UK GDP missed expectations but GBPUSD trades higher at the open
We are almost through the week of central bank monetary policy decisions and the majority of the central banks are worried about the continued disruptions being caused by the delta variant and supply chain bottlenecks. President Lagarde used the term Bottleneck more times than I could count! Today’s UK GDP will get a revision but in the context of history, it was a good number.
Market Brief
The office of national statistics released their most recent findings for UK GDP today. They had to preface the report with this statement: “GDP estimates for July 2021 are subject to more uncertainty than usual as a result of the challenges we faced estimating GDP in the current conditions.”
With that in mind, we should expect a revision in the coming weeks.
UK GDP Estimates YoY for July came in at 7.5% and under the expectations of 8.0%.
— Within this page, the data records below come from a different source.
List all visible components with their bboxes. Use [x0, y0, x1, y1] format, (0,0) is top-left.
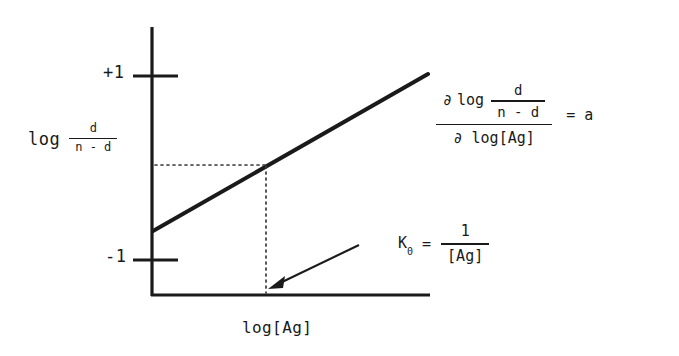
y-axis-label: log d n - d	[28, 122, 117, 155]
data-line	[153, 74, 428, 231]
k-zero-equals-sign: =	[422, 235, 431, 253]
k-zero-arrow-shaft	[280, 245, 359, 283]
k-zero-numerator: 1	[455, 223, 476, 241]
derivative-result-value: a	[584, 106, 593, 124]
y-axis-label-denominator: n - d	[69, 141, 117, 155]
partial-symbol-numerator: ∂	[443, 92, 452, 109]
fraction-bar	[436, 124, 552, 126]
y-axis-label-fraction: d n - d	[69, 122, 117, 155]
k-zero-symbol: K0	[398, 234, 413, 254]
k-zero-fraction: 1 [Ag]	[441, 223, 489, 265]
figure-canvas: +1 -1 log d n - d log[Ag] ∂ log d n - d	[0, 0, 679, 356]
derivative-inner-denominator: n - d	[491, 104, 545, 120]
k-zero-subscript: 0	[407, 246, 413, 257]
equals-sign: =	[566, 106, 575, 124]
k-zero-letter: K	[398, 234, 407, 252]
fraction-bar	[441, 243, 489, 245]
k-zero-arrow-head	[268, 276, 285, 289]
fraction-bar	[491, 100, 545, 102]
derivative-equation: ∂ log d n - d ∂ log[Ag] = a	[436, 82, 593, 147]
derivative-numerator: ∂ log d n - d	[436, 82, 552, 122]
derivative-denominator: ∂ log[Ag]	[447, 127, 542, 147]
k-zero-denominator: [Ag]	[441, 247, 489, 265]
fraction-bar	[69, 138, 117, 140]
y-axis-label-numerator: d	[84, 122, 103, 136]
derivative-inner-numerator: d	[508, 82, 528, 98]
y-tick-label-minus-one: -1	[105, 246, 126, 266]
derivative-numerator-log: log	[457, 92, 484, 109]
y-axis-label-lead: log	[28, 129, 60, 149]
k-zero-equation: K0 = 1 [Ag]	[398, 223, 489, 265]
derivative-result: = a	[566, 106, 593, 124]
y-tick-label-plus-one: +1	[103, 62, 124, 82]
x-axis-label: log[Ag]	[242, 318, 312, 337]
plot-graphics	[0, 0, 679, 356]
derivative-outer-fraction: ∂ log d n - d ∂ log[Ag]	[436, 82, 552, 147]
derivative-inner-fraction: d n - d	[491, 82, 545, 120]
derivative-numerator-lead: ∂ log	[443, 92, 484, 109]
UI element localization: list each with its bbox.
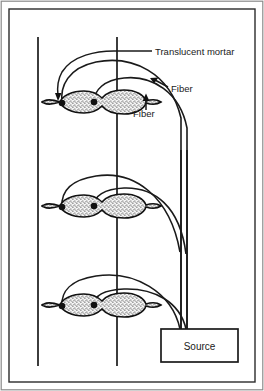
leader-curve-translucent-mortar xyxy=(58,51,119,96)
label-translucent-mortar: Translucent mortar xyxy=(155,46,234,57)
figure-container: Source Translucent mortar Fiber Fiber xyxy=(0,0,264,391)
fiber-end-dot xyxy=(91,203,98,210)
label-fiber-upper: Fiber xyxy=(171,83,193,94)
fiber-mortar-diagram: Source Translucent mortar Fiber Fiber xyxy=(0,0,264,391)
fiber-end-dot xyxy=(59,303,66,310)
fiber-end-dot xyxy=(91,302,98,309)
fiber-end-dot xyxy=(59,100,66,107)
label-fiber-lower: Fiber xyxy=(133,108,155,119)
fiber-end-dot xyxy=(59,204,66,211)
fiber-end-dot xyxy=(91,99,98,106)
source-box-label: Source xyxy=(184,341,216,352)
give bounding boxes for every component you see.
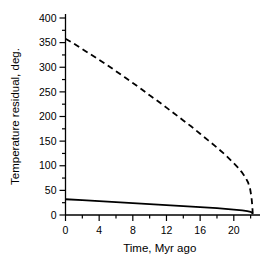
- y-axis-tick-label: 0: [51, 209, 57, 221]
- y-axis-tick-label: 50: [45, 184, 57, 196]
- x-axis-tick-label: 8: [130, 224, 136, 236]
- y-axis-tick-label: 100: [39, 159, 57, 171]
- y-axis-tick-label: 400: [39, 12, 57, 24]
- y-axis-tick-label: 350: [39, 36, 57, 48]
- x-axis-tick-label: 0: [63, 224, 69, 236]
- y-axis-tick-label: 150: [39, 135, 57, 147]
- x-axis-tick-label: 16: [194, 224, 206, 236]
- y-axis-label: Temperature residual, deg.: [9, 48, 21, 185]
- chart-figure: 050100150200250300350400 048121620 Tempe…: [0, 0, 267, 267]
- y-axis-tick-label: 200: [39, 110, 57, 122]
- x-axis-tick-label: 20: [228, 224, 240, 236]
- x-axis-tick-label: 12: [161, 224, 173, 236]
- temperature-residual-line-chart: 050100150200250300350400 048121620 Tempe…: [0, 0, 267, 267]
- y-axis-tick-label: 300: [39, 61, 57, 73]
- x-axis-tick-label: 4: [96, 224, 102, 236]
- y-axis-tick-label: 250: [39, 86, 57, 98]
- x-axis-label: Time, Myr ago: [123, 242, 196, 254]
The ActivTrades sentiment indicator shows that retail traders continue to be bearish of the pound even as the price is rising again.

Having found support from a decent area of balance on Wednesday, yesterday's impulsive move higher looks set to continue into the end of the week, with traders targeting the swing high and the 1.3890 price level.
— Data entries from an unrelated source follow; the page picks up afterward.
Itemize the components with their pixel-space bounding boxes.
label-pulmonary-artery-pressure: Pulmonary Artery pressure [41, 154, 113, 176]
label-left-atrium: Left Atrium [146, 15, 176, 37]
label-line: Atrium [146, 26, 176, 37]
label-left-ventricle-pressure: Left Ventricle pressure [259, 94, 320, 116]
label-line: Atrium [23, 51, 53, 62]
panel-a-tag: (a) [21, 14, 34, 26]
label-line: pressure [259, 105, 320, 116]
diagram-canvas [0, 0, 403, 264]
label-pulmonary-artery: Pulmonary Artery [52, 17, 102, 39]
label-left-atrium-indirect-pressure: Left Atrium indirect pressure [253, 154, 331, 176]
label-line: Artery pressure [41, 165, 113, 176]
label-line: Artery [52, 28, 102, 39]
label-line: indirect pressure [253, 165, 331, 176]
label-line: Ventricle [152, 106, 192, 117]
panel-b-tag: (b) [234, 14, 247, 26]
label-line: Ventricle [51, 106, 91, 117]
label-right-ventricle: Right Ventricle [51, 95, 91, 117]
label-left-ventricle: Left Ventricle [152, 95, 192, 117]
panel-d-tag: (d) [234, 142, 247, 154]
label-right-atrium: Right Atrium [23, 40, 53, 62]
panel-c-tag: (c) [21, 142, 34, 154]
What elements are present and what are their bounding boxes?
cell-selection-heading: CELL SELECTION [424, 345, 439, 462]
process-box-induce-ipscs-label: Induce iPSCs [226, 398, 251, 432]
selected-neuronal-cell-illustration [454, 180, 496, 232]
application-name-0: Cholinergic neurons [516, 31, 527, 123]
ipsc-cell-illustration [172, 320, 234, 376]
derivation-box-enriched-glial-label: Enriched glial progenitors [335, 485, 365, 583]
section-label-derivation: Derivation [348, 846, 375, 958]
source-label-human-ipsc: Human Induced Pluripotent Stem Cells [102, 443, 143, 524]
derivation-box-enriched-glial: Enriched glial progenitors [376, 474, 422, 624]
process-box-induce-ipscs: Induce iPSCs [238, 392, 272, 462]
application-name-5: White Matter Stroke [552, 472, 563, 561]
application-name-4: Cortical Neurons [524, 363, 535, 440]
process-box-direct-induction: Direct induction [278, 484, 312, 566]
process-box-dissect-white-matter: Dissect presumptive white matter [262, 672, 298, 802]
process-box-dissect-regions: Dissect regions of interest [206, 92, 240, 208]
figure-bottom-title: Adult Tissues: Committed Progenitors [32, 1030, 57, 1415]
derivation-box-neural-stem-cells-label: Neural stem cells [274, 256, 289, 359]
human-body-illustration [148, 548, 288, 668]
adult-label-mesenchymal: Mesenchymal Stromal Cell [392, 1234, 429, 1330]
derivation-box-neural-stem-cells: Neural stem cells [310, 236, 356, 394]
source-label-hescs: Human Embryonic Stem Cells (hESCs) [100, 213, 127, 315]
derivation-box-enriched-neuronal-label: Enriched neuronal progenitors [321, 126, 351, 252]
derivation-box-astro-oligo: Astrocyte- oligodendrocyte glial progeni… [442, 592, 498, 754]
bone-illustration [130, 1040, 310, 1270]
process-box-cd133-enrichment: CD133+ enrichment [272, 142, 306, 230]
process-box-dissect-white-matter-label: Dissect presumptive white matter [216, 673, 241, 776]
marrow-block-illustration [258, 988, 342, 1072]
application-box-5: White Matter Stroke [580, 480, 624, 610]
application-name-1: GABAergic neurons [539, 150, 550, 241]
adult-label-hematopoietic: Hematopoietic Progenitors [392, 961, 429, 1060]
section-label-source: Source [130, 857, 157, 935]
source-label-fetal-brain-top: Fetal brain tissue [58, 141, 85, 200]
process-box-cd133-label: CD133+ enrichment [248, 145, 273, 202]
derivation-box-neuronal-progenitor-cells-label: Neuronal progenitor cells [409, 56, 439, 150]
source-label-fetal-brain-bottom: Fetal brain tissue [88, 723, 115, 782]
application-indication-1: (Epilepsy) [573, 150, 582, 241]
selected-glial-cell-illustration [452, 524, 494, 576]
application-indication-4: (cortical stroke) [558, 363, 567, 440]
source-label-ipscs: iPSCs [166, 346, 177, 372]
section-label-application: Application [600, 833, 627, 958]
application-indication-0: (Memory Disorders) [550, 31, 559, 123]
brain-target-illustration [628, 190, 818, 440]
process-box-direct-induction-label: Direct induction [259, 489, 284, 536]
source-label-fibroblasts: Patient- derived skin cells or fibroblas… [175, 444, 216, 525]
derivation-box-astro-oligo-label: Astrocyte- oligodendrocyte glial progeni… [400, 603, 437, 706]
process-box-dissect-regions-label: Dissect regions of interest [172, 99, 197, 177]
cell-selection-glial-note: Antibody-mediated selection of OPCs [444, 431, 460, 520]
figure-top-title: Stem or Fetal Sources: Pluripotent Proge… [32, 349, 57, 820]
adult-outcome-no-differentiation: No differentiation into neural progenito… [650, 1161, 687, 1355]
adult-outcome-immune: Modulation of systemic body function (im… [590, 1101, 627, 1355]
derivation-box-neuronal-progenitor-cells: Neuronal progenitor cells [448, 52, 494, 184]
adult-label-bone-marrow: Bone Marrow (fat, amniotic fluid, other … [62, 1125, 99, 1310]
The forex heatmap at the London open today has flipped to risk-on, with traders moving into the Antipodeans and CAD and away from the likes of the yen and Swiss franc. This should be good for end-of-week bounce inequities. Lots of US traders will be looking to buy Thursday's Regular Trading Hours lows on the S&P500 today.

As an example, the daily 20 ema has acted as a great place to add into a trade but it should be noted that price does also tend to find the 50-day ema shortly after, so marrying a trade is probably not advisable over the weekend. The overall risk markets may be taking comfort from the 90-minute telephone call between President Biden and Chinese President Xi, where the conversation was productive whereas lower-level talks had not moved things forward.
Market analysts are picking over the bones of yesterday's ECB PEPP recalibration, where the European Central Bank decided to moderately reduce the asset purchases. The word on the street that the lack of tantrums in the markets may give the Fed more confidence that they could also moderately reduce their asset purchases.

Quantitative Easing is an asset swap and it’s basically designed to push the rates lower with an increase in QE. The chart above shows that as the Feds Effective Fund Rate was rising, their Total Reserves were being allowed to decline. The Redline is the 5-year TIPS which shows how the short-term rates get crushed with increasing inflation and accelerated asset purchases.

What a lot of people don’t talk about is the inverse relationship between Asset Purchases and Labour Force Participation. The above chart shows that the Fed’s dual mandate would be easier to achieve if they were able to reduce the QE program, as it appears the Labour Force finds it harder to rise when QE purchases accelerate too.

The daily EURUSD is trying its hardest to make a basing pattern after yesterday's indecision candle. The longer the bears fail to push the single currency lower the more likely the price rises due to the path of least resistance. The 20 and 50 ema are confluent with previous market structure forming support. President Lagarde speaks again today at a press conference that is being held at a Eurogroup Meeting in Slovenia today. I would imagine there would be some clarification around the statements from yesterday but nothing new to add.